By Eleanor O’Hagan
Columnist
The snow has come to Austria, Advent Markets are popping up in every little town throughout the hills, the sense of the familiar Christmas spirit is swirling in the air. So is the familiar sense of stress as students prepare for finals.
The foothills of the Austrian alps have become something extraordinary for me personally. The best way to put it is the way you felt about your backyard as a small child. It was familiar, something you knew well, and yet there was always adventure around the corner, a quest to go on, a beast to vanquish.
Now not only have I lost that sense of wonder in my own backyard, but now I am losing my new yard of Gaming. So……now what? Now nothing, the adventure still awaits!
I think we all tend to see our lives in phases, in semesters, school years, seasons, you name it. These are all good things to keep track of, knowing yourself and the times you’ve changed is a good thing. But if you only look at pieces of the puzzle it makes no sense.
This piece of the puzzle known as the Austria Program has been amazing and full of adventurous moments. But the moments and the part of my adventure at those times on their own are not enough. They can’t stand alone, without the rest of all the adventures that led me to this Austrian semester and without all the adventures to come these moments won’t make a coherent puzzle.
If you have taken a philosophy class, which I’m assuming you have as you’re most likely a Franciscan student, you know the importance of the whole. You as a whole person are far more important then the pieces that make you. They are merely fragments of what you are or will be.
The adventure doesn’t end at the close of a semester, there’s no brand-new adventure waiting for you when you return home or back to school. It’s one long adventure that goes on and on.
So, to conclude our time together, with me as your clumsy correspondence in Austria, I will leave you with this for thought; how will you make sure you’re aware of the adventure? In the midst of tracking time and change, as you stumble through the mundane, boring routine of life or dullness of Christmas break how will you remember the adventure?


Work out how many lines in the entries below include the word "examscores", and give only that figure.

── Data for analysis

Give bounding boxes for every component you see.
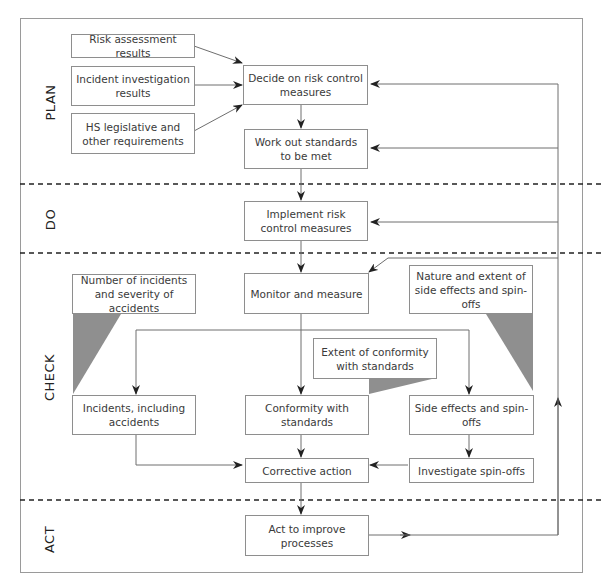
node-work-out-standards: Work out standards to be met — [244, 129, 368, 169]
node-number-incidents: Number of incidents and severity of acci… — [72, 274, 196, 314]
node-incident-investigation: Incident investigation results — [71, 66, 195, 106]
node-monitor-measure: Monitor and measure — [244, 273, 369, 314]
phase-label-act: ACT — [42, 526, 57, 553]
node-nature-side-effects: Nature and extent of side effects and sp… — [409, 265, 533, 314]
node-act-improve: Act to improve processes — [245, 515, 369, 556]
phase-label-do: DO — [43, 209, 58, 230]
phase-label-check: CHECK — [42, 354, 57, 401]
node-risk-assessment: Risk assessment results — [71, 34, 195, 58]
node-incidents-accidents: Incidents, including accidents — [72, 395, 196, 435]
node-investigate-spinoffs: Investigate spin-offs — [409, 458, 534, 483]
node-side-effects: Side effects and spin-offs — [409, 395, 534, 435]
node-decide-controls: Decide on risk control measures — [243, 65, 368, 105]
node-corrective-action: Corrective action — [245, 458, 369, 483]
node-hs-legislative: HS legislative and other requirements — [71, 113, 195, 154]
callout-wedges — [73, 314, 533, 394]
node-extent-conformity: Extent of conformity with standards — [313, 338, 437, 379]
node-implement-controls: Implement risk control measures — [244, 201, 368, 241]
phase-label-plan: PLAN — [43, 85, 58, 121]
node-conformity-standards: Conformity with standards — [245, 395, 369, 435]
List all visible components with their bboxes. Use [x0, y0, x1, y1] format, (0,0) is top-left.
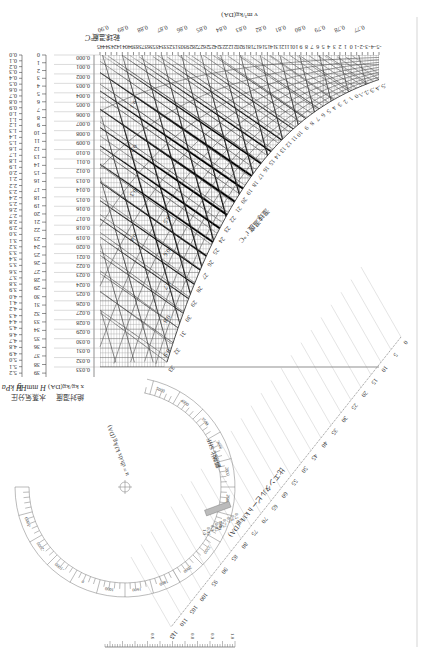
svg-text:17: 17: [256, 172, 265, 181]
svg-text:0.81: 0.81: [274, 24, 287, 34]
svg-text:3: 3: [337, 102, 344, 109]
psychrometric-chart: -5-4-3-2-1012345678910111213141516171819…: [0, 0, 431, 667]
svg-text:25: 25: [350, 402, 359, 411]
svg-text:24: 24: [34, 244, 40, 251]
svg-text:0.90: 0.90: [97, 24, 110, 34]
svg-text:10: 10: [380, 365, 389, 374]
svg-text:10: 10: [34, 130, 40, 137]
svg-text:14: 14: [34, 162, 40, 169]
chart-canvas: -5-4-3-2-1012345678910111213141516171819…: [0, 0, 431, 667]
svg-text:0.023: 0.023: [76, 272, 90, 279]
axis-labels: 0.10.20.30.40.50.60.70.80.9乾球温度t °C0.770…: [2, 11, 410, 641]
svg-text:3.2: 3.2: [9, 244, 17, 251]
svg-text:4.2: 4.2: [9, 306, 17, 313]
svg-text:26: 26: [206, 259, 215, 268]
svg-text:0: 0: [37, 52, 40, 59]
svg-text:4.0: 4.0: [9, 294, 17, 301]
svg-text:0.88: 0.88: [136, 24, 149, 34]
svg-text:19: 19: [34, 203, 40, 210]
svg-text:8: 8: [305, 44, 308, 51]
svg-text:11: 11: [34, 138, 40, 145]
svg-text:26: 26: [34, 260, 40, 267]
svg-text:0.78: 0.78: [333, 24, 346, 34]
svg-text:4: 4: [327, 44, 330, 51]
svg-text:65: 65: [270, 503, 279, 512]
svg-text:3.7: 3.7: [9, 275, 17, 282]
svg-text:0.6: 0.6: [150, 633, 155, 640]
svg-text:2: 2: [37, 68, 40, 75]
svg-text:0.005: 0.005: [76, 102, 90, 109]
svg-text:-4: -4: [371, 44, 376, 51]
svg-text:110: 110: [179, 617, 190, 628]
svg-text:36: 36: [34, 344, 40, 351]
svg-text:5: 5: [322, 44, 325, 51]
svg-text:4000: 4000: [180, 398, 191, 408]
svg-text:2.6: 2.6: [9, 207, 17, 214]
svg-text:0.80: 0.80: [294, 24, 307, 34]
svg-text:0.025: 0.025: [76, 291, 90, 298]
svg-text:30: 30: [184, 314, 193, 323]
svg-text:u = dh/dx kJ/kg (DA): u = dh/dx kJ/kg (DA): [105, 424, 131, 477]
svg-text:0.003: 0.003: [76, 83, 90, 90]
svg-text:1.7: 1.7: [9, 152, 17, 159]
svg-text:3.8: 3.8: [9, 281, 17, 288]
svg-text:4: 4: [37, 83, 40, 90]
svg-text:比エンタルピー h kJ/kg(DA): 比エンタルピー h kJ/kg(DA): [226, 466, 286, 540]
svg-text:12: 12: [34, 146, 40, 153]
svg-text:37: 37: [34, 353, 40, 360]
svg-text:0.84: 0.84: [215, 24, 228, 34]
svg-text:0.029: 0.029: [76, 329, 90, 336]
svg-text:4.7: 4.7: [9, 338, 17, 345]
svg-text:32: 32: [34, 310, 40, 317]
svg-text:0.019: 0.019: [76, 235, 90, 242]
svg-text:1: 1: [37, 60, 40, 67]
svg-text:-2: -2: [360, 44, 365, 51]
svg-text:0.033: 0.033: [76, 367, 90, 374]
svg-text:0.79: 0.79: [314, 24, 327, 34]
svg-text:20: 20: [34, 211, 40, 218]
svg-text:0.9: 0.9: [210, 633, 215, 640]
svg-text:0.011: 0.011: [76, 159, 90, 166]
svg-text:21: 21: [34, 219, 40, 226]
svg-text:0.001: 0.001: [76, 64, 90, 71]
shf-protractor: -5000-2000-10000100016001800200022002400…: [15, 379, 239, 647]
svg-text:0.022: 0.022: [76, 263, 90, 270]
svg-text:2.4: 2.4: [9, 195, 17, 202]
svg-text:0.030: 0.030: [76, 339, 90, 346]
svg-text:16: 16: [262, 165, 271, 174]
svg-text:4.8: 4.8: [9, 344, 17, 351]
svg-text:0.83: 0.83: [235, 24, 248, 34]
svg-text:24: 24: [217, 236, 226, 245]
svg-text:2.9: 2.9: [9, 225, 17, 232]
svg-text:95: 95: [210, 579, 219, 588]
svg-text:0.77: 0.77: [353, 24, 366, 34]
svg-text:0.021: 0.021: [76, 254, 90, 261]
svg-text:9: 9: [37, 122, 40, 129]
svg-text:3.6: 3.6: [9, 269, 17, 276]
svg-text:0.014: 0.014: [76, 187, 90, 194]
svg-text:4.3: 4.3: [9, 313, 17, 320]
svg-text:105: 105: [188, 604, 199, 616]
svg-text:絶対湿度: 絶対湿度: [56, 393, 84, 402]
svg-text:23: 23: [223, 225, 232, 234]
svg-text:45: 45: [97, 44, 103, 51]
svg-text:13: 13: [34, 154, 40, 161]
svg-text:0.027: 0.027: [76, 310, 90, 317]
svg-text:-5: -5: [376, 44, 381, 51]
svg-text:1.4: 1.4: [9, 134, 17, 141]
svg-text:5: 5: [325, 108, 332, 115]
svg-text:1.0: 1.0: [230, 633, 235, 640]
svg-text:0.009: 0.009: [76, 140, 90, 147]
svg-text:水蒸気分圧: 水蒸気分圧: [11, 393, 46, 402]
svg-text:31: 31: [178, 330, 187, 339]
svg-text:18: 18: [251, 180, 260, 189]
svg-text:2.0: 2.0: [9, 170, 17, 177]
svg-text:4: 4: [331, 105, 338, 112]
svg-text:-3: -3: [365, 44, 370, 51]
svg-text:0.006: 0.006: [76, 112, 90, 119]
svg-text:75: 75: [250, 529, 259, 538]
svg-text:6: 6: [320, 112, 327, 119]
svg-text:3.3: 3.3: [9, 250, 17, 257]
svg-text:34: 34: [34, 327, 40, 334]
svg-text:4.4: 4.4: [9, 319, 17, 326]
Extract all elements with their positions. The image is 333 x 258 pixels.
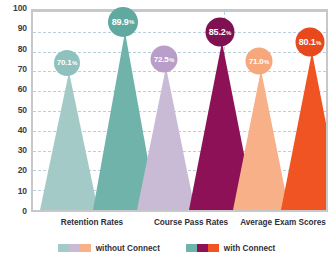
legend-item-with-connect[interactable]: with Connect <box>186 244 275 253</box>
legend-label-with: with Connect <box>224 244 275 253</box>
legend-label-without: without Connect <box>96 244 160 253</box>
category-label-examscores: Average Exam Scores <box>240 218 326 227</box>
legend-item-without-connect[interactable]: without Connect <box>58 244 160 253</box>
value-label: 70.1 <box>57 59 72 67</box>
value-label: 71.0 <box>249 57 264 65</box>
percent-sign: % <box>129 19 134 25</box>
value-bubble-coursepass-without: 72.5% <box>151 46 178 73</box>
value-label: 80.1 <box>299 38 316 47</box>
y-tick-label: 10 <box>18 186 27 196</box>
legend-swatch-without <box>58 244 91 252</box>
y-tick-label: 80 <box>18 44 27 54</box>
y-tick-label: 90 <box>18 23 27 33</box>
percent-sign: % <box>72 60 77 66</box>
y-tick-label: 60 <box>18 84 27 94</box>
y-tick-label: 100 <box>13 3 27 13</box>
percent-sign: % <box>264 58 269 64</box>
category-label-retention: Retention Rates <box>61 218 123 227</box>
value-bubble-examscores-with: 80.1% <box>296 28 325 57</box>
legend-swatch-with <box>186 244 219 252</box>
x-axis-labels: Retention Rates Course Pass Rates Averag… <box>31 218 328 234</box>
value-bubble-examscores-without: 71.0% <box>246 48 273 75</box>
y-axis: 100 90 80 70 60 50 40 30 20 10 0 <box>0 8 30 213</box>
y-tick-label: 30 <box>18 145 27 155</box>
percent-sign: % <box>226 29 231 35</box>
y-tick-label: 0 <box>22 206 27 216</box>
percent-sign: % <box>316 39 321 45</box>
bar-retention-without <box>40 72 98 210</box>
bars-layer <box>33 12 326 210</box>
category-label-coursepass: Course Pass Rates <box>154 218 228 227</box>
plot-area <box>31 9 328 212</box>
value-bubble-retention-without: 70.1% <box>54 50 80 76</box>
value-bubble-coursepass-with: 85.2% <box>206 18 235 47</box>
percent-sign: % <box>169 56 174 62</box>
chart-legend: without Connect with Connect <box>0 240 333 256</box>
value-bubble-retention-with: 89.9% <box>108 7 138 37</box>
bar-examscores-with <box>281 52 328 210</box>
y-tick-label: 20 <box>18 165 27 175</box>
y-tick-label: 50 <box>18 105 27 115</box>
chart-container: 100 90 80 70 60 50 40 30 20 10 0 <box>0 0 333 258</box>
bar-coursepass-without <box>137 67 195 210</box>
value-label: 89.9 <box>112 18 129 27</box>
value-label: 85.2 <box>209 28 226 37</box>
value-label: 72.5 <box>154 55 169 63</box>
y-tick-label: 70 <box>18 64 27 74</box>
y-tick-label: 40 <box>18 125 27 135</box>
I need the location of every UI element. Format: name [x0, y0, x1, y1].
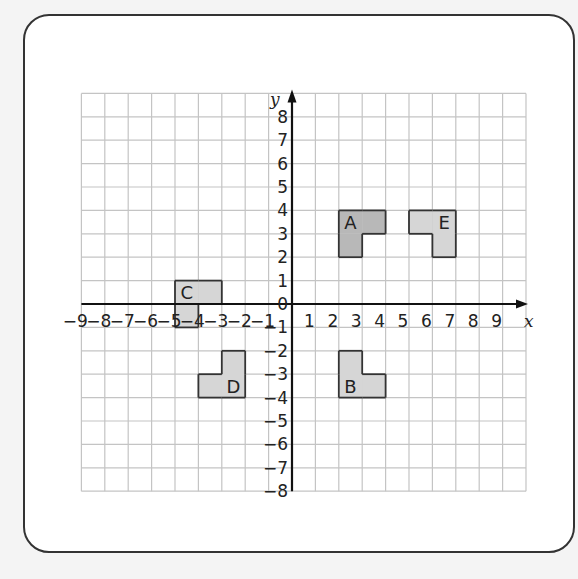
- x-tick-label: 1: [304, 311, 315, 331]
- shape-e: E: [409, 210, 456, 257]
- shape-label: D: [227, 376, 241, 397]
- x-tick-label: −5: [156, 311, 181, 331]
- x-tick-label: −6: [133, 311, 158, 331]
- x-tick-label: 7: [444, 311, 455, 331]
- x-tick-label: −8: [86, 311, 111, 331]
- y-axis-arrow-icon: [288, 89, 297, 102]
- y-axis-label: y: [269, 89, 280, 109]
- x-tick-label: 6: [421, 311, 432, 331]
- x-tick-label: 9: [491, 311, 502, 331]
- shape-b: B: [339, 351, 386, 398]
- y-tick-label: 0: [277, 294, 288, 314]
- x-tick-label: 8: [468, 311, 479, 331]
- y-tick-label: 5: [277, 177, 288, 197]
- y-tick-label: −1: [263, 317, 288, 337]
- x-tick-label: 2: [327, 311, 338, 331]
- tick-labels: −9−8−7−6−5−4−3−2−1123456789876543210−1−2…: [63, 89, 534, 501]
- y-tick-label: 1: [277, 271, 288, 291]
- y-tick-label: 6: [277, 154, 288, 174]
- shape-label: B: [344, 376, 356, 397]
- axes: [81, 89, 528, 491]
- y-tick-label: −4: [263, 388, 288, 408]
- shape-label: C: [180, 282, 193, 303]
- y-tick-label: −2: [263, 341, 288, 361]
- shape-label: A: [344, 212, 357, 233]
- x-tick-label: −9: [63, 311, 88, 331]
- y-tick-label: −7: [263, 458, 288, 478]
- x-tick-label: −2: [227, 311, 252, 331]
- x-axis-label: x: [524, 311, 534, 331]
- x-tick-label: 4: [374, 311, 385, 331]
- shape-d: D: [198, 351, 245, 398]
- x-tick-label: −3: [203, 311, 228, 331]
- y-tick-label: 4: [277, 200, 288, 220]
- y-tick-label: 8: [277, 107, 288, 127]
- x-tick-label: 3: [351, 311, 362, 331]
- y-tick-label: −6: [263, 434, 288, 454]
- y-tick-label: 7: [277, 130, 288, 150]
- x-tick-label: −7: [110, 311, 135, 331]
- y-tick-label: −5: [263, 411, 288, 431]
- y-tick-label: 2: [277, 247, 288, 267]
- x-tick-label: −4: [180, 311, 205, 331]
- x-tick-label: 5: [398, 311, 409, 331]
- grid-lines: [81, 93, 526, 491]
- coordinate-grid: ABCDE −9−8−7−6−5−4−3−2−11234567898765432…: [0, 0, 578, 579]
- shape-label: E: [438, 212, 449, 233]
- y-tick-label: −3: [263, 364, 288, 384]
- y-tick-label: −8: [263, 481, 288, 501]
- shape-a: A: [339, 210, 386, 257]
- y-tick-label: 3: [277, 224, 288, 244]
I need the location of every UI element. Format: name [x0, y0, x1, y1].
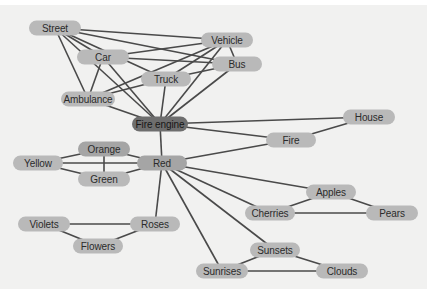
- node-fire-engine: Fire engine: [132, 117, 188, 132]
- node-violets: Violets: [18, 217, 70, 232]
- node-fire: Fire: [266, 133, 316, 148]
- node-cherries: Cherries: [245, 206, 295, 221]
- node-truck: Truck: [141, 72, 191, 87]
- edge-fire-engine-house: [160, 117, 369, 124]
- node-yellow: Yellow: [13, 156, 63, 171]
- node-roses: Roses: [130, 217, 180, 232]
- node-apples: Apples: [306, 185, 356, 200]
- edges-layer: [0, 5, 427, 289]
- semantic-network-diagram: StreetVehicleCarBusTruckAmbulanceFire en…: [0, 5, 427, 289]
- node-pears: Pears: [366, 206, 418, 221]
- node-street: Street: [29, 21, 81, 36]
- node-sunsets: Sunsets: [250, 243, 300, 258]
- node-ambulance: Ambulance: [61, 92, 115, 107]
- node-vehicle: Vehicle: [201, 33, 253, 48]
- node-green: Green: [78, 172, 130, 187]
- node-sunrises: Sunrises: [196, 264, 248, 279]
- node-orange: Orange: [78, 142, 130, 157]
- node-flowers: Flowers: [73, 239, 123, 254]
- node-car: Car: [77, 50, 129, 65]
- node-house: House: [343, 110, 395, 125]
- node-clouds: Clouds: [316, 264, 368, 279]
- edge-red-roses: [155, 163, 162, 224]
- edge-red-apples: [162, 163, 331, 192]
- node-bus: Bus: [212, 57, 262, 72]
- node-red: Red: [137, 156, 187, 171]
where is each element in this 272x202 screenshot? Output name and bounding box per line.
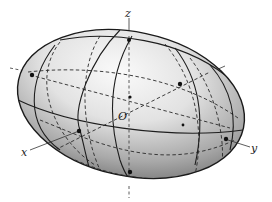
- y-axis-label: y: [250, 142, 258, 155]
- origin-label: O: [118, 110, 127, 123]
- ellipsoid-diagram: z O x y: [0, 0, 272, 202]
- z-axis-label: z: [124, 7, 131, 20]
- x-axis-label: x: [21, 146, 28, 159]
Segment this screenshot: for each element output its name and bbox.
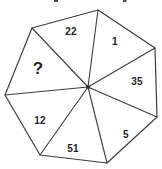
sector-label-top-right: 1 — [112, 36, 118, 47]
spoke-bottom-left — [40, 87, 88, 155]
sector-label-top: 22 — [65, 26, 77, 37]
spoke-bottom — [88, 87, 107, 163]
spoke-lines — [5, 10, 157, 163]
sector-label-bottom-right: 5 — [123, 129, 129, 140]
puzzle-figure: 22 1 35 5 51 12 ? — [0, 0, 162, 169]
sector-label-bottom-left: 12 — [34, 115, 46, 126]
spoke-top-right — [88, 48, 155, 87]
spoke-right — [88, 87, 157, 117]
spoke-top — [88, 10, 98, 87]
heptagon-outline — [5, 10, 157, 163]
center-dot — [86, 85, 90, 89]
cropped-text-artifact-right — [123, 0, 127, 2]
sector-label-bottom: 51 — [67, 143, 79, 154]
cropped-text-artifact-left — [54, 0, 58, 2]
spoke-left — [5, 87, 88, 95]
sector-label-right: 35 — [131, 76, 143, 87]
sector-label-question: ? — [33, 59, 44, 79]
cropped-text-artifact — [54, 0, 127, 2]
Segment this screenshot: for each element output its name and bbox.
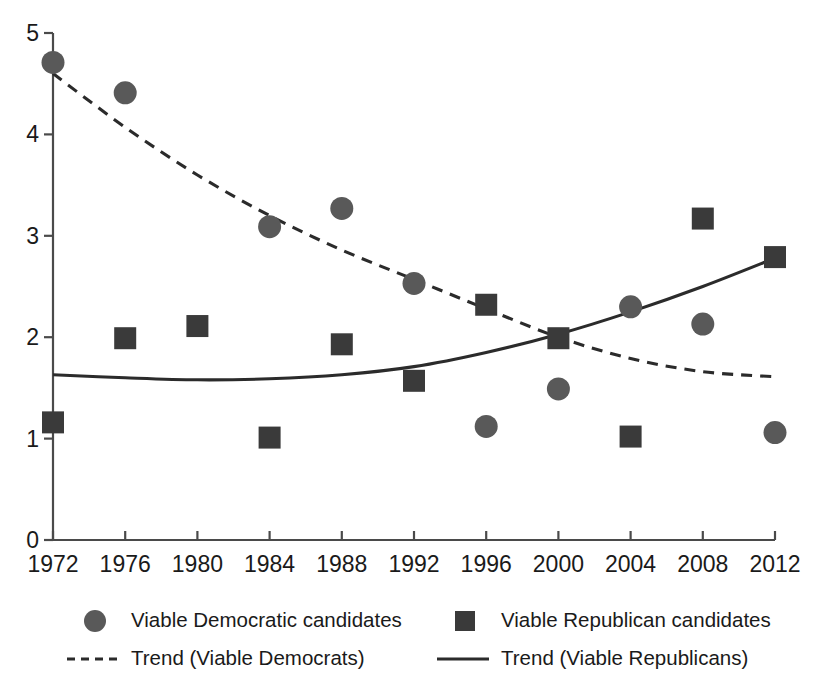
data-point-republican [186,315,208,337]
data-point-democrat [42,51,65,74]
data-point-republican [547,327,569,349]
legend-item-label: Viable Republican candidates [501,608,771,631]
data-point-republican [259,427,281,449]
data-point-democrat [475,415,498,438]
x-tick-label: 1988 [316,551,367,577]
y-tick-label: 0 [26,527,39,553]
data-points-republicans [42,208,786,449]
data-point-republican [331,333,353,355]
x-tick-label: 1976 [100,551,151,577]
data-point-republican [475,294,497,316]
data-point-democrat [114,81,137,104]
legend-square-icon [455,611,475,631]
x-tick-label: 1992 [388,551,439,577]
x-tick-label: 1984 [244,551,295,577]
chart-container: 012345 197219761980198419881992199620002… [0,0,828,677]
y-tick-label: 3 [26,223,39,249]
legend-item: Trend (Viable Democrats) [67,646,365,669]
x-tick-label: 2012 [749,551,800,577]
x-tick-label: 1980 [172,551,223,577]
legend-item-label: Trend (Viable Democrats) [131,646,365,669]
x-tick-label: 2008 [677,551,728,577]
legend-item-label: Trend (Viable Republicans) [501,646,748,669]
x-tick-label: 2000 [533,551,584,577]
data-point-republican [114,327,136,349]
data-point-democrat [547,377,570,400]
y-tick-label: 5 [26,20,39,46]
data-point-democrat [764,421,787,444]
trend-line-democrats [53,74,775,377]
x-axis-ticks: 1972197619801984198819921996200020042008… [27,531,800,577]
x-tick-label: 2004 [605,551,656,577]
data-point-democrat [403,272,426,295]
y-tick-label: 1 [26,426,39,452]
chart-legend: Viable Democratic candidatesViable Repub… [67,608,771,669]
y-axis-ticks: 012345 [26,20,53,553]
legend-item-label: Viable Democratic candidates [131,608,402,631]
data-point-republican [42,411,64,433]
data-point-republican [764,246,786,268]
y-tick-label: 4 [26,121,39,147]
data-point-democrat [619,295,642,318]
legend-circle-icon [84,610,106,632]
data-point-republican [620,426,642,448]
legend-item: Viable Democratic candidates [84,608,402,632]
data-point-republican [692,208,714,230]
legend-item: Viable Republican candidates [455,608,771,631]
legend-item: Trend (Viable Republicans) [437,646,748,669]
x-tick-label: 1972 [27,551,78,577]
data-point-democrat [330,197,353,220]
data-point-democrat [691,313,714,336]
data-point-democrat [258,215,281,238]
scatter-chart: 012345 197219761980198419881992199620002… [0,0,828,677]
y-tick-label: 2 [26,324,39,350]
data-point-republican [403,370,425,392]
x-tick-label: 1996 [461,551,512,577]
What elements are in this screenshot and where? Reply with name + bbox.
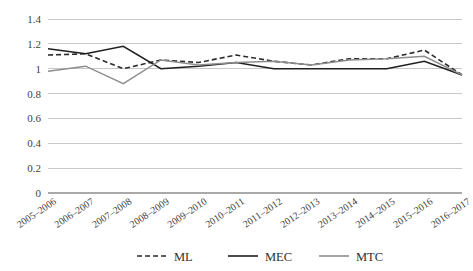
y-tick-label: 0.2 (27, 162, 41, 174)
x-tick-label: 2011–2012 (241, 196, 284, 230)
x-tick-label: 2009–2010 (165, 196, 208, 230)
gridlines (48, 19, 462, 193)
x-tick-label: 2007–2008 (90, 196, 133, 230)
chart-legend: MLMECMTC (137, 250, 383, 264)
legend-label-ml: ML (174, 250, 193, 264)
y-axis-tick-labels: 00.20.40.60.811.21.4 (27, 13, 41, 199)
line-chart: 00.20.40.60.811.21.4 2005–20062006–20072… (0, 0, 473, 271)
y-tick-label: 0 (36, 187, 42, 199)
y-tick-label: 0.6 (27, 112, 41, 124)
y-tick-label: 1 (36, 63, 42, 75)
chart-canvas: 00.20.40.60.811.21.4 2005–20062006–20072… (0, 0, 473, 271)
x-tick-label: 2008–2009 (128, 196, 171, 230)
series-line-mec (48, 46, 462, 75)
legend-label-mtc: MTC (356, 250, 383, 264)
x-tick-label: 2015–2016 (391, 196, 434, 230)
x-tick-label: 2016–2017 (429, 196, 472, 230)
x-tick-label: 2013–2014 (316, 196, 359, 230)
y-tick-label: 1.4 (27, 13, 41, 25)
x-tick-label: 2012–2013 (278, 196, 321, 230)
x-axis-tick-labels: 2005–20062006–20072007–20082008–20092009… (15, 196, 472, 230)
y-tick-label: 0.4 (27, 137, 41, 149)
x-tick-label: 2010–2011 (203, 196, 246, 230)
y-tick-label: 0.8 (27, 88, 41, 100)
y-tick-label: 1.2 (27, 38, 41, 50)
series-lines (48, 46, 462, 83)
x-tick-label: 2006–2007 (52, 196, 95, 230)
series-line-mtc (48, 56, 462, 83)
x-tick-label: 2005–2006 (15, 196, 58, 230)
legend-label-mec: MEC (265, 250, 292, 264)
x-tick-label: 2014–2015 (353, 196, 396, 230)
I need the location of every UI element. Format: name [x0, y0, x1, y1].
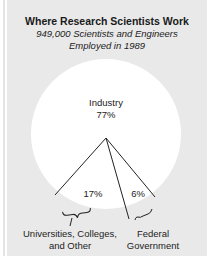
brace-federal-tip-icon [135, 217, 137, 220]
federal-pct: 6% [128, 188, 148, 200]
pie-chart [0, 0, 218, 267]
universities-pct: 17% [78, 188, 108, 200]
universities-label-line-1: Universities, Colleges, [14, 228, 126, 240]
pie-disc [31, 59, 181, 209]
industry-name: Industry [66, 97, 146, 109]
federal-label-line-1: Federal [122, 228, 184, 240]
brace-universities-icon [63, 208, 92, 220]
industry-label: Industry 77% [66, 97, 146, 121]
universities-label: Universities, Colleges, and Other [14, 228, 126, 252]
brace-federal-icon [137, 209, 152, 217]
industry-pct: 77% [66, 109, 146, 121]
federal-label-line-2: Government [122, 240, 184, 252]
federal-label: Federal Government [122, 228, 184, 252]
brace-leader-universities [70, 218, 72, 226]
universities-label-line-2: and Other [14, 240, 126, 252]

────

> [Solution to the exercise]:
4